These bizarre fossils represent some of the earliest moving, sexually reproducing life ever discovered
New trove of fossils reveals that ancestral animals likely emerged in the deep sea

A paleoartist’s interpretation of what a newfound fossil site’s deep-sea ecosystem looked like during the Ediacaran period around 567 million years ago.
Today a stretch of Canada’s remote Northwest Territories is covered in snow-covered peaks. But more than half a billion years ago this wilderness was an ancient seafloor home to the wrinkled pancakes, fleshy fronds and spiral-shaped critters that were among Earth’s earliest complex life-forms.
Researchers recently unearthed a trove of fossils that reset what we know about when these curious creatures scuttled onto the evolutionary scene. The new fossils, described today in the journal Science Advances, also suggest that the deep sea served as an environmental cradle for complex life.
Found in the MacKenzie Mountains in Canada, the new fossils provide a rare window into the Ediacaran, a geological period that precedes the Cambrian explosion of biological diversity. To reach the site, study lead author Scott Evans, a paleontologist at the American Museum of Natural History, and his colleagues embarked on a 14-hour drive and a helicopter flight.
On supporting science journalism
If you’re enjoying this article, consider supporting our award-winning journalism by subscribing. By purchasing a subscription you are helping to ensure the future of impactful stories about the discoveries and ideas shaping our world today.

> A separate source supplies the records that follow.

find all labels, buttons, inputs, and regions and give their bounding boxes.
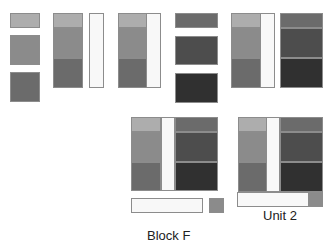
dark-segment-bottom (280, 162, 323, 192)
dark-segment-mid (175, 132, 218, 162)
unit-2-label: Unit 2 (263, 208, 297, 223)
column-segment-top (131, 117, 161, 132)
column-segment-mid (118, 28, 147, 58)
block-f (131, 117, 218, 191)
column-segment-top (238, 117, 267, 132)
dark-rect-bottom (175, 73, 218, 103)
dark-segment-top (280, 117, 323, 132)
column-segment-top (231, 13, 261, 28)
dark-rect-mid (175, 36, 218, 65)
dark-segment-bottom (280, 58, 323, 88)
light-square-mid (10, 35, 40, 65)
unit-2 (237, 117, 323, 207)
column-segment-top (118, 13, 147, 28)
strip-horizontal (131, 198, 203, 213)
column-segment-mid (238, 132, 267, 162)
dark-column (280, 13, 323, 88)
dark-segment-bottom (175, 162, 218, 191)
column-segment-top (53, 13, 83, 28)
column-segment-mid (131, 132, 161, 162)
column-segment-bottom (53, 58, 83, 88)
column-segment-bottom (118, 58, 147, 88)
strip-vertical-1 (89, 13, 104, 88)
combined-column-2 (231, 13, 275, 88)
column-segment-mid (231, 28, 261, 58)
small-square (309, 192, 323, 207)
strip-vertical (260, 13, 275, 88)
strip-vertical (146, 13, 161, 88)
small-square (209, 198, 224, 213)
dark-segment-mid (280, 132, 323, 162)
dark-segment-top (175, 117, 218, 132)
block-f-label: Block F (147, 228, 190, 243)
column-segment-bottom (231, 58, 261, 88)
stacked-column-1 (53, 13, 83, 88)
column-segment-bottom (131, 162, 161, 191)
dark-segment-top (280, 13, 323, 28)
dark-rect-top (175, 13, 218, 28)
strip-horizontal (237, 192, 309, 207)
dark-segment-mid (280, 28, 323, 58)
combined-column (118, 13, 161, 88)
light-square-bottom (10, 72, 40, 102)
column-segment-bottom (238, 162, 267, 192)
strip-vertical (161, 117, 175, 191)
strip-vertical (266, 117, 280, 192)
column-segment-mid (53, 28, 83, 58)
light-square-top (10, 13, 40, 28)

One of the site’s fossils of Dickinsonia, an early complex organism that absorbed bacteria and algae as it moved along the seafloor.
Scott Evans/American Museum of Natural History
But the fossils, many preserved as detailed imprints on slabs of mud-colored rock, were worth the journey. In total, the team collected more than 100 fossils of strange, soft-bodied creatures that record major milestones in the evolution of life as we know it. Compared with finds from earlier in the Ediacaran, “these fossils look a little more like animals that we’re familiar with,” Evans says. “They move around, and some of them are reproducing sexually.”

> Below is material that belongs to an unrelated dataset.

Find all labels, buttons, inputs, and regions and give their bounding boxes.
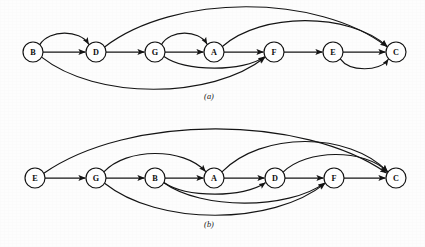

Among these early movers were the frisbeelike Dickinsonia, which lacked a mouth and hoovered up algae through its underbelly, and Kimberella, a teardrop-shaped creature that scraped the seafloor and may be related to modern mollusks. The site also yielded fossils of spongelike, tubular organisms known as Funisia, which were among the first creatures to reproduce sexually. Scientists think they sent sperm and eggs into the water column like today’s corals do.
Scott Evans/American Museum of Natural History
The fossils date back 567 million years. This “extends early animals deeper in time,” says Mary Droser, a paleontologist at the University of California, Riverside, who was not involved with the paper but is mentioned in its acknowledgments. She notes that the Ediacaran has long been divided into distinct groupings of animals, beginning with simple stationary species that were replaced by more complex creatures emerging around 559 million years ago. Instead the new fossils reveal that these animal groups lived side by side for millions of years.
The site also provides crucial environmental context to the rise of ancestral animals. Based on the site’s rocks, which do not preserve ripples or other signs of waves, the team posits that this area was once the ocean floor.

Scott Evans/American Museum of Natural History
As a result, the new site provides compelling fossil evidence that the earliest animals first emerged in deep-sea environments, says Lidya Tarhan, a paleontologist at Yale University, who was not involved in the new study. She says the fossils support previous hypotheses that proposed that early life gradually moved from the deep to the shallows, a trajectory that is “unusual in the evolutionary history of animals.”
While the ocean’s perpetually cold and dark depths may seem inhospitable, Evans notes that the deep sea has less variation in temperatures and available oxygen than shallow environments. “That stability might have been a really great place for animals to first show up and evolve,” Evans says. “If you can figure out one temperature, you’re good to go.”
It’s Time to Stand Up for Science
If you enjoyed this article, I’d like to ask for your support. Scientific American has served as an advocate for science and industry for 180 years, and right now may be the most critical moment in that two-century history.
I’ve been a Scientific American subscriber since I was 12 years old, and it helped shape the way I look at the world. SciAm always educates and delights me, and inspires a sense of awe for our vast, beautiful universe. I hope it does that for you, too.
If you subscribe to Scientific American, you help ensure that our coverage is centered on meaningful research and discovery; that we have the resources to report on the decisions that threaten labs across the U.S.; and that we support both budding and working scientists at a time when the value of science itself too often goes unrecognized.
In return, you get essential news, captivating podcasts, brilliant infographics, can’t-miss newsletters, must-watch videos, challenging games, and the science world’s best writing and reporting. You can even gift someone a subscription.
There has never been a more important time for us to stand up and show why science matters. I hope you’ll support us in that mission.